Jacob’s mouth had gone dry. His skin registered every shift in the air. He assumed a relaxed, bored and faux-attentive posture, even as his awareness intensified, awareness of a danger he couldn’t pinpoint. Every instinct told him to get out, even as Gretchen shared the story she had unearthed.

III

And this is the part of the story where the wicked witch lulls the foolish boy into staying in the haunted garden until sundown, when the trap springs shut.

I knew better, of course I did, but I figured I could handle it. I didn’t realize just how much shit I was in and I let myself get distracted. It was that voice of hers that did it. Pure Old World atmosphere, the sort of story you hear over a gypsy campfire.

But that doesn’t relate to your investigation, so I won’t try and re-create the effect. The bare bones goes something like this: back in the Middle Ages there was this castle with a nunnery and a garden famed far and wide for all the cures and staples it yielded up. There was this novice girl practically lived there among the garden paths. This girl was blind from birth but apparently knew her way around the place and could move as quiet as a shadow, or morning mist. She’d walk in that garden at night because that’s when the vermin would come out and creep around. She wouldn’t need a lantern or candle of course, so no one saw her either.

But she ended up hearing things she wasn’t supposed to hear during some midnight trysts by noble and ecclesiastical big shots, which ended up getting her walled alive in the place. As it turned out, the blind girl got the last laugh, and half the convent died of food poisoning that winter. Seems she’d been tending the stores, but the weird sightings had started before that and kept on. Those, and the fortunes of the time, resulted in the place being abandoned and the ruins were all along with its memories. Till Gretchen Ramona showed up.

Makes sense. I mean, given the circumstances, could you think of anyone better suited for the job? Hell, even I can appreciate the elegance of it all.

It was a lie of course, her learning the story about the schloss from old stories and folklore. No, Gretchen’d heard the story straight from the source.

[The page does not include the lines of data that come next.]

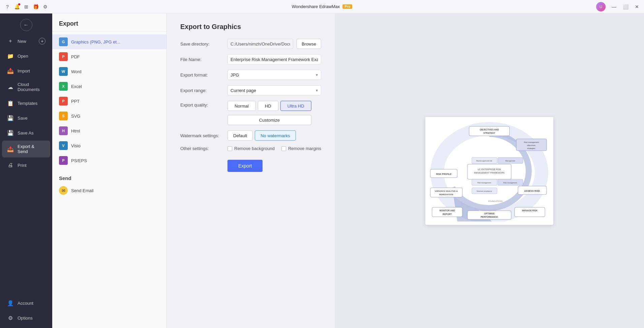 This screenshot has height=328, width=644. I want to click on gift-icon: 🎁, so click(36, 7).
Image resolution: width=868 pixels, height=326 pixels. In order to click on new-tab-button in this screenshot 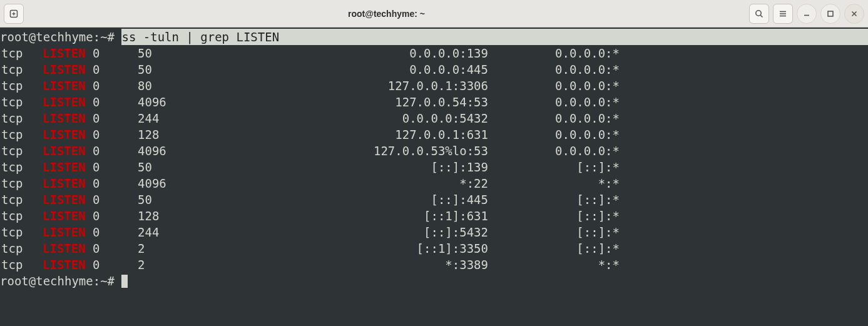, I will do `click(14, 14)`.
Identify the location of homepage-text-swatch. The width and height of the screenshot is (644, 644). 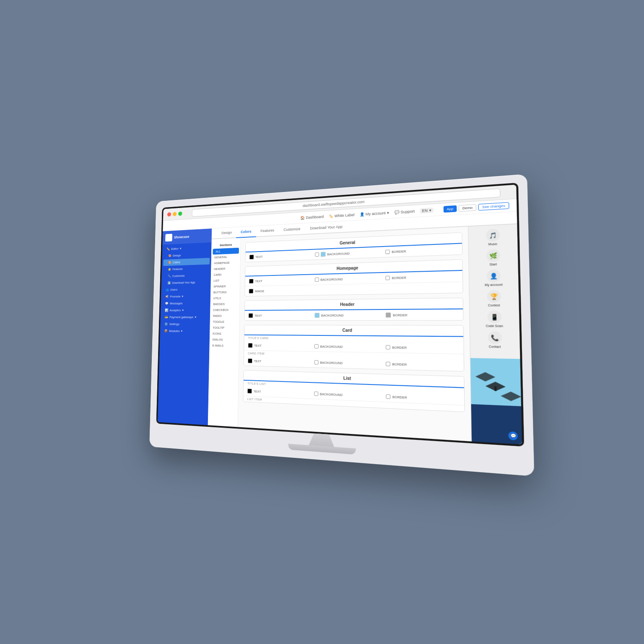
(252, 281).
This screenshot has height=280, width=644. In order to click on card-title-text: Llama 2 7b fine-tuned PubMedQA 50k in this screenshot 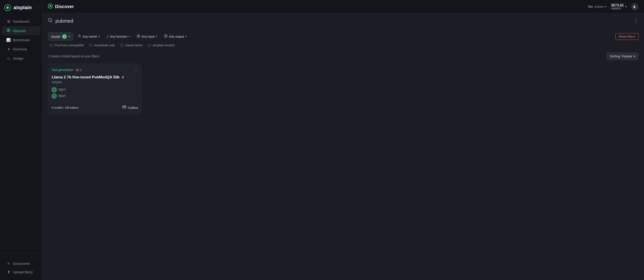, I will do `click(86, 77)`.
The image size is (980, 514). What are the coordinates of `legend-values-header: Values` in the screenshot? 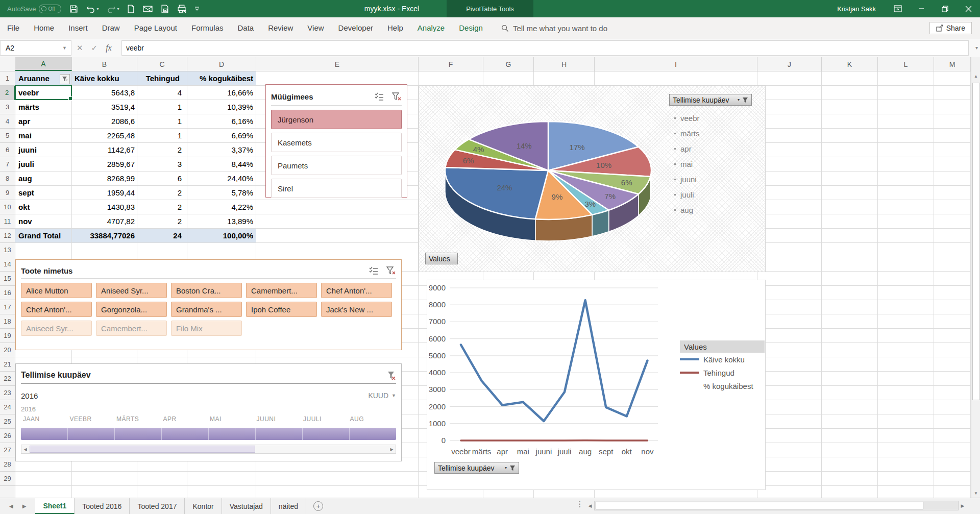 It's located at (722, 347).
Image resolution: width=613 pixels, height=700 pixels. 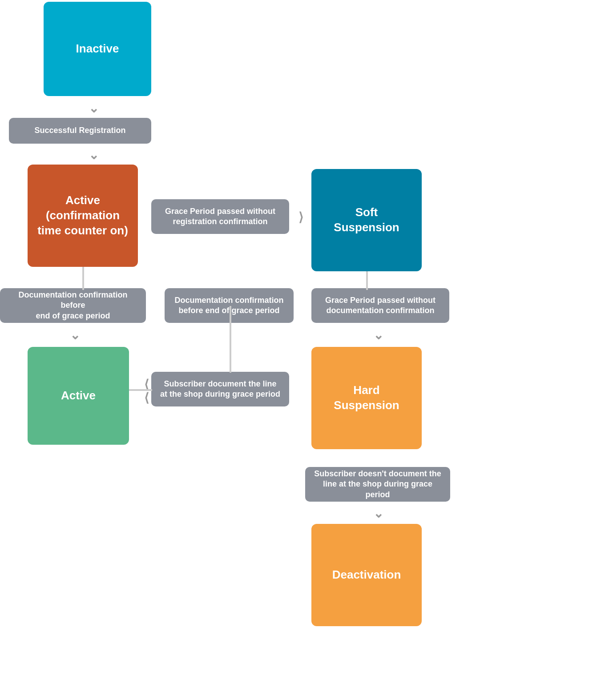 I want to click on state-soft-suspension: Soft Suspension, so click(x=367, y=220).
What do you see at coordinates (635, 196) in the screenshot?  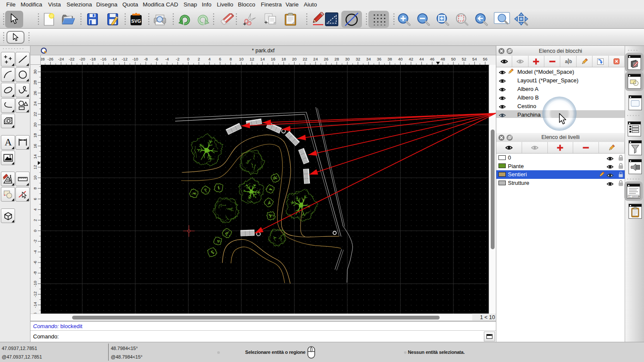 I see `svg-text: C: command` at bounding box center [635, 196].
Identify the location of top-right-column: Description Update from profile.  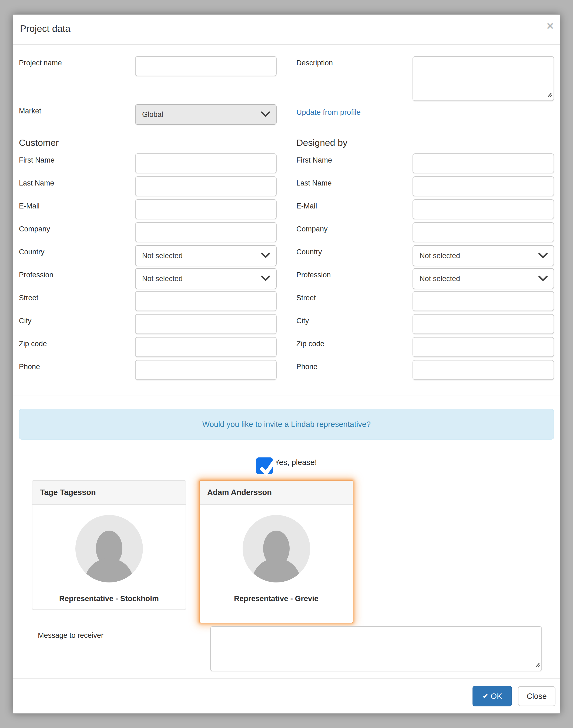
(425, 92).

Author's note: That's all you can find here! To read the entire story, visit Amazon.com where it's on sale for ninety nine cents, and if you really like it, consider the rest of the stories, found in my mosaic novel, Star Winds at Dusk.

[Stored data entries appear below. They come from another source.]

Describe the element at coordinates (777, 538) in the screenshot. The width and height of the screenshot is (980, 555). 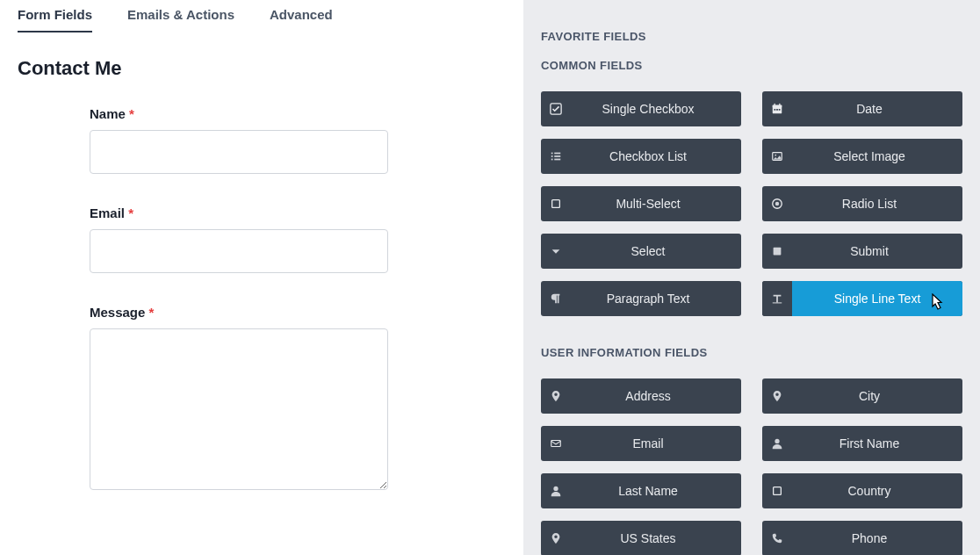
I see `phone-icon` at that location.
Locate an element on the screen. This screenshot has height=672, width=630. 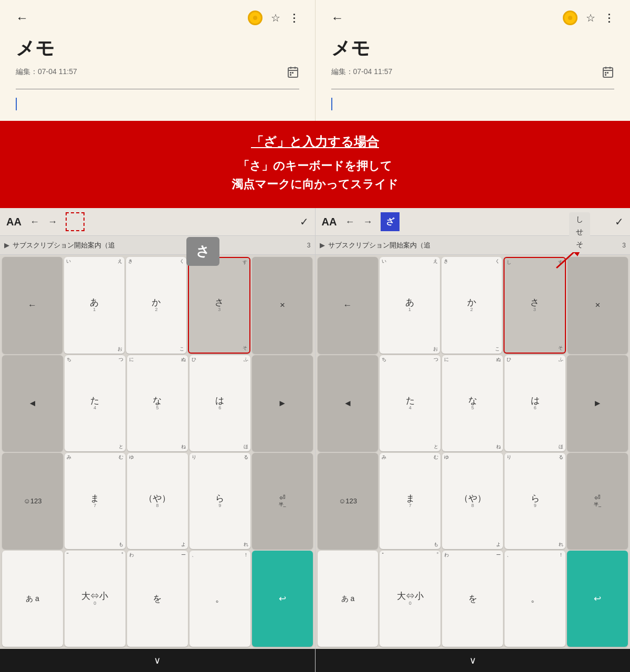
left-suggestion-bar: ▶ サブスクリプション開始案内（追 3 is located at coordinates (158, 245).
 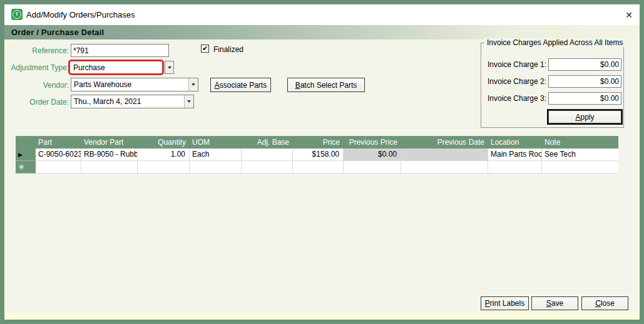 I want to click on adjustment-type-select: Purchase, so click(x=116, y=68).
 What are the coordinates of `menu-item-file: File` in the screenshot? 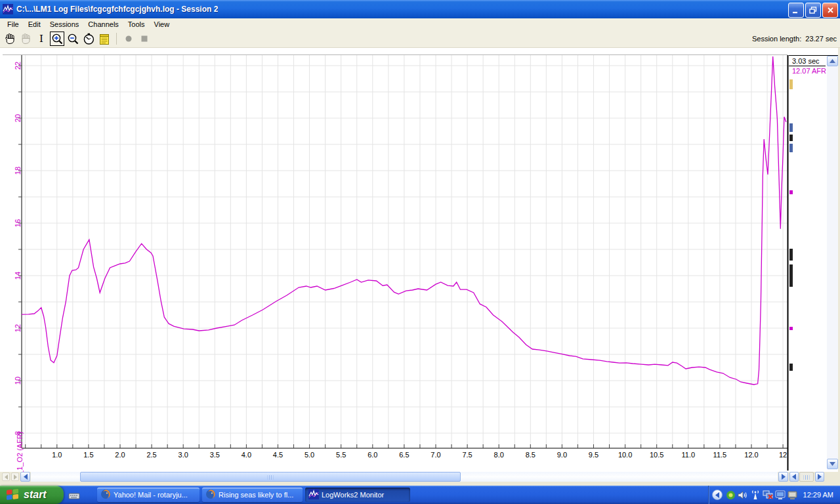 It's located at (13, 24).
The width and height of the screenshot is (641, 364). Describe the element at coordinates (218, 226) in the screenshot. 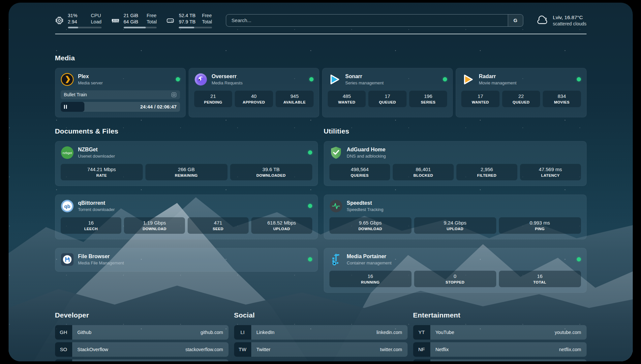

I see `stat-tile: 471SEED` at that location.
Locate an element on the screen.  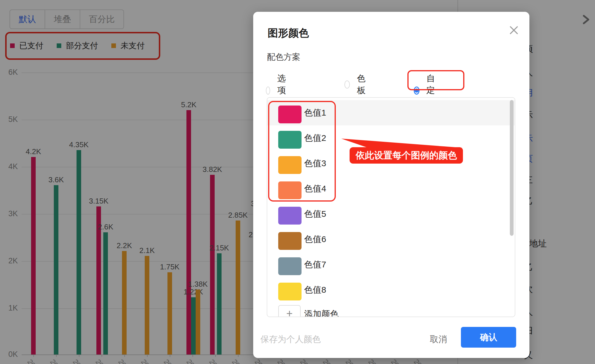
color-swatch-label: 色值3 is located at coordinates (315, 163).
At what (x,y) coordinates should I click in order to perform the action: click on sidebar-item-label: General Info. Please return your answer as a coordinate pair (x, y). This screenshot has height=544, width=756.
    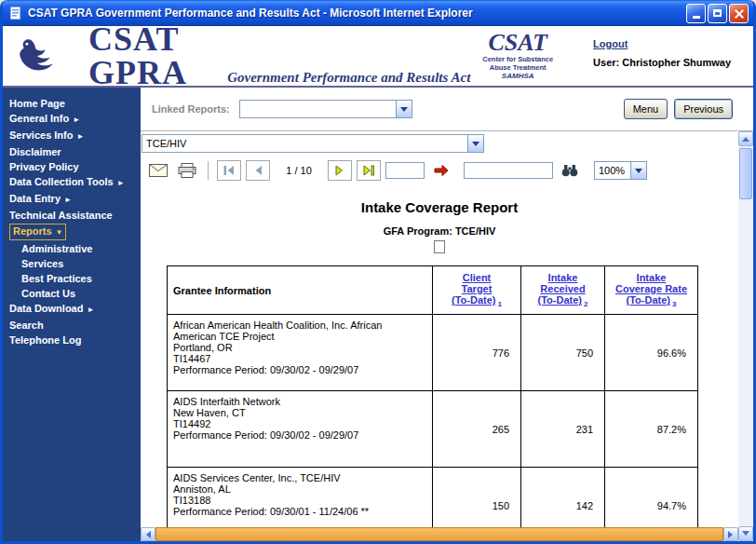
    Looking at the image, I should click on (39, 118).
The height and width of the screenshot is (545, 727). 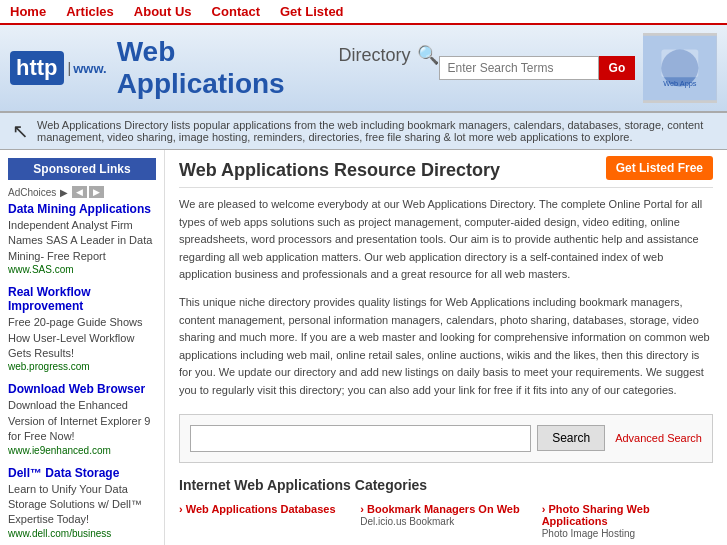 I want to click on sidebar-title: Sponsored Links, so click(x=82, y=169).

http://www.amazon.com/Moonlit-Garden-Robert-DeFrank-ebook/dp/B00HP4Y8Y8/ref=sr_1...

http://www.amazon.com/Star-Winds-Dusk-Robert-DeFrank-ebook/dp/B00HS5943O/ref=sr_...

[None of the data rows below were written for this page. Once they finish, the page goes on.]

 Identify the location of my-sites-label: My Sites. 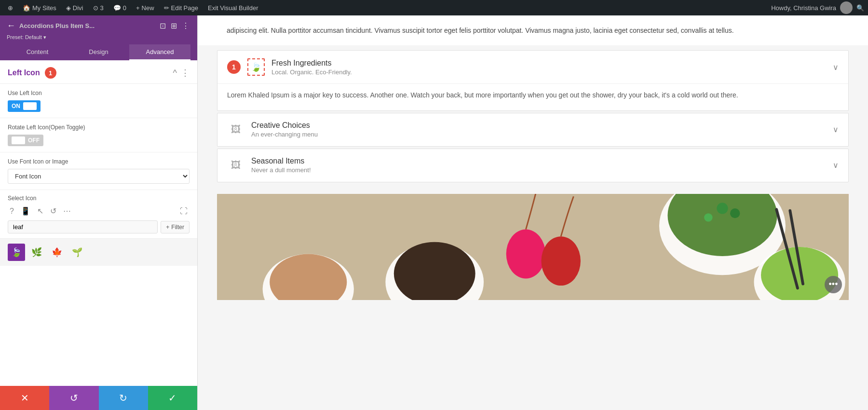
(44, 8).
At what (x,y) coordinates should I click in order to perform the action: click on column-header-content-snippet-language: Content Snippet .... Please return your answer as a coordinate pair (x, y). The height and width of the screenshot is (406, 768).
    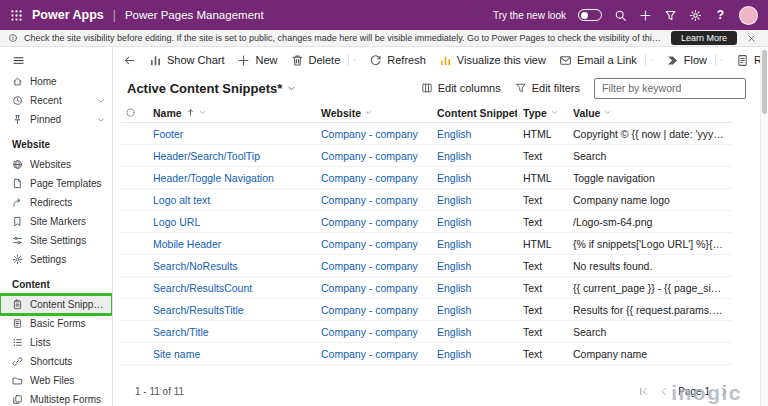
    Looking at the image, I should click on (474, 113).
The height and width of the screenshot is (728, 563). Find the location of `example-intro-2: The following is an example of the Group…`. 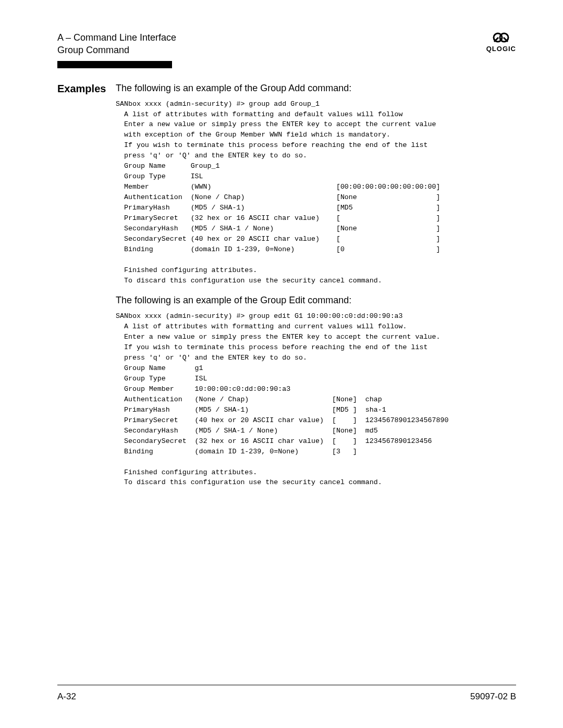

example-intro-2: The following is an example of the Group… is located at coordinates (316, 300).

And to conclude with an appropriate quote from a craftsman of dark fantasy:



I could say something about those other places and the things I have seen there. In one of those places I found the flowers – and why should I not call them that, since they now dwell in a garden?

Almost everything was dark in the place where I found the flowers. But it wasn’t dark as a house is sometimes dark or as the woods are dark because of thick trees keeping out the light. It was dark only because there was nothing to keep out the darkness. How do I know this? I know it because I could see with more than my eyes – I could see with the darkness itself. With the darkness I saw the darkness. And it was immensity without end around me, and I believe within me. It was unbroken expansion, dark horizon meeting dark horizon. But there were also things within the darkness, within me and outside of me, so that if I reached out to touch them across a universe of darkness, I also reached deep inside of this body.

But all I could feel were the flowers themselves: to touch them was like touching light and touching colors and a thousand kinds of bristling and growing shapes. It was a horrible feeling, to touch them. In all that darkness which gave me breathe and let me to see with itself, these things squirmed and fought against me. I cannot explain why they were there, but it sickened me that anything had to be there and more so because it was these flowers, which were like a great mass of maimed things writhing upon the shore of a beautiful dark sea.

I don’t think I meant to bring any of them back with me. When I found that I had I quickly buried them.